Quarantines have been a preventative measure for reducing communicable disease spread for centuries. The method of implementation can vary widely and to some extent requires some level of judgement from enforcing powers, often state police power. As such, historically, some quarantines have been unfairly enforced based on discriminatory practices. COVID-19 has brought about the most widespread and extended quarantine in U.S. history, which makes evaluating the ethics all the more critical. In addition, it is well established that COVID-19 impacts have disproportionately caused harm to populations, such as those who are of a low socioeconomic status and people of color. …


Reflections On Bodies And Absences In The Covid-19 Interregnum, Matthew Weinstein Oct 2020

Reflections On Bodies And Absences In The Covid-19 Interregnum, Matthew Weinstein

Northwest Journal of Teacher Education

This is a meditation on the role of absence during the COVID-19, especially the ways absences are felt and experienced. It explores the roles of bodies as both symbols and material. Bodies are both thought through the logic of borders and difference but also as the raw resources of scientific investigations. This is all examined within and against “education” both in my and in my students’ (pre and in-service teachers) classes and our anxieties of not knowing the what or how we of our jobs in these conditions.
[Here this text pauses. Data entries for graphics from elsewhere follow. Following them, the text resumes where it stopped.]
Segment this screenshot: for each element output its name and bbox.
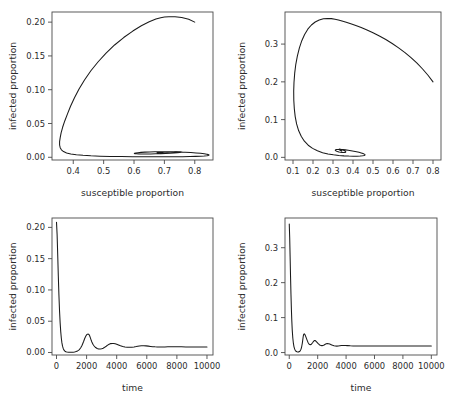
plot-bottom-left: 02000400060008000100000.000.050.100.150.… — [0, 207, 229, 414]
y-tick-label: 0.2 — [265, 278, 278, 288]
x-tick-label: 0.3 — [326, 166, 339, 176]
x-axis-title: susceptible proportion — [312, 187, 415, 198]
plot-frame — [285, 218, 437, 355]
x-tick-label: 0.2 — [306, 166, 319, 176]
y-tick-label: 0.1 — [265, 115, 278, 125]
x-tick-label: 4000 — [106, 361, 127, 371]
y-tick-label: 0.15 — [26, 254, 45, 264]
y-tick-label: 0.15 — [26, 51, 45, 61]
x-tick-label: 0.5 — [97, 166, 110, 176]
y-tick-label: 0.3 — [265, 243, 278, 253]
x-tick-label: 4000 — [335, 361, 356, 371]
x-tick-label: 6000 — [136, 361, 157, 371]
x-tick-label: 0.7 — [406, 166, 419, 176]
data-curve-infected — [57, 222, 207, 352]
y-axis-title: infected proportion — [7, 242, 18, 330]
plot-frame — [52, 218, 213, 355]
y-tick-label: 0.05 — [26, 316, 45, 326]
x-tick-label: 8000 — [166, 361, 187, 371]
y-axis-title: infected proportion — [236, 242, 247, 330]
y-tick-label: 0.0 — [265, 348, 278, 358]
data-curve-trajectory — [60, 17, 209, 157]
x-tick-label: 6000 — [364, 361, 385, 371]
plot-top-left: 0.40.50.60.70.80.000.050.100.150.20susce… — [0, 0, 229, 207]
y-tick-label: 0.20 — [26, 17, 45, 27]
x-tick-label: 0.8 — [426, 166, 439, 176]
x-tick-label: 10000 — [194, 361, 221, 371]
x-tick-label: 0.5 — [366, 166, 379, 176]
data-curve-trajectory — [294, 18, 433, 156]
y-tick-label: 0.10 — [26, 285, 45, 295]
panel-top-right-phase-portrait: 0.10.20.30.40.50.60.70.80.00.10.20.3susc… — [229, 0, 457, 207]
panel-bottom-left-time-series: 02000400060008000100000.000.050.100.150.… — [0, 207, 229, 414]
y-tick-label: 0.00 — [26, 347, 45, 357]
y-tick-label: 0.1 — [265, 313, 278, 323]
x-axis-title: time — [122, 382, 143, 393]
x-tick-label: 0.7 — [158, 166, 171, 176]
panel-bottom-right-time-series: 02000400060008000100000.00.10.20.3timein… — [229, 207, 457, 414]
panel-top-left-phase-portrait: 0.40.50.60.70.80.000.050.100.150.20susce… — [0, 0, 229, 207]
x-tick-label: 0.4 — [346, 166, 359, 176]
plot-top-right: 0.10.20.30.40.50.60.70.80.00.10.20.3susc… — [229, 0, 457, 207]
x-tick-label: 0.1 — [286, 166, 299, 176]
y-axis-title: infected proportion — [236, 42, 247, 130]
y-tick-label: 0.0 — [265, 152, 278, 162]
x-tick-label: 0.4 — [67, 166, 80, 176]
x-axis-title: susceptible proportion — [81, 187, 184, 198]
plot-frame — [52, 12, 213, 160]
x-tick-label: 2000 — [307, 361, 328, 371]
x-tick-label: 10000 — [418, 361, 445, 371]
y-tick-label: 0.05 — [26, 119, 45, 129]
plot-frame — [285, 12, 441, 160]
x-tick-label: 0 — [287, 361, 292, 371]
y-tick-label: 0.20 — [26, 222, 45, 232]
x-tick-label: 0.8 — [188, 166, 201, 176]
x-tick-label: 8000 — [392, 361, 413, 371]
x-tick-label: 0.6 — [386, 166, 399, 176]
x-tick-label: 0.6 — [127, 166, 140, 176]
x-tick-label: 0 — [54, 361, 59, 371]
y-tick-label: 0.00 — [26, 152, 45, 162]
y-tick-label: 0.10 — [26, 85, 45, 95]
x-axis-title: time — [351, 382, 372, 393]
data-curve-infected — [289, 224, 431, 352]
y-tick-label: 0.2 — [265, 77, 278, 87]
x-tick-label: 2000 — [76, 361, 97, 371]
plot-bottom-right: 02000400060008000100000.00.10.20.3timein… — [229, 207, 457, 414]
y-axis-title: infected proportion — [7, 42, 18, 130]
y-tick-label: 0.3 — [265, 39, 278, 49]
figure-panel-grid: 0.40.50.60.70.80.000.050.100.150.20susce… — [0, 0, 457, 414]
Are They Safe? Are They Fed?: Reimagining Inclusion In Schooling During A Pandemic, Teresa Anne Fowler Oct 2020

Are They Safe? Are They Fed?: Reimagining Inclusion In Schooling During A Pandemic, Teresa Anne Fowler

Northwest Journal of Teacher Education

This paper, using the method of currere, offers a rendering of the relationship between technology, inclusion, and social justice within education amid a walking through of Roy's Pandemic as a Portal metaphor. Educators are sitting in a critical moment to which pedagogic approaches can shift from educators responded to students assumed needs towards students expressed needs as we are seeing happening during the global pandemic.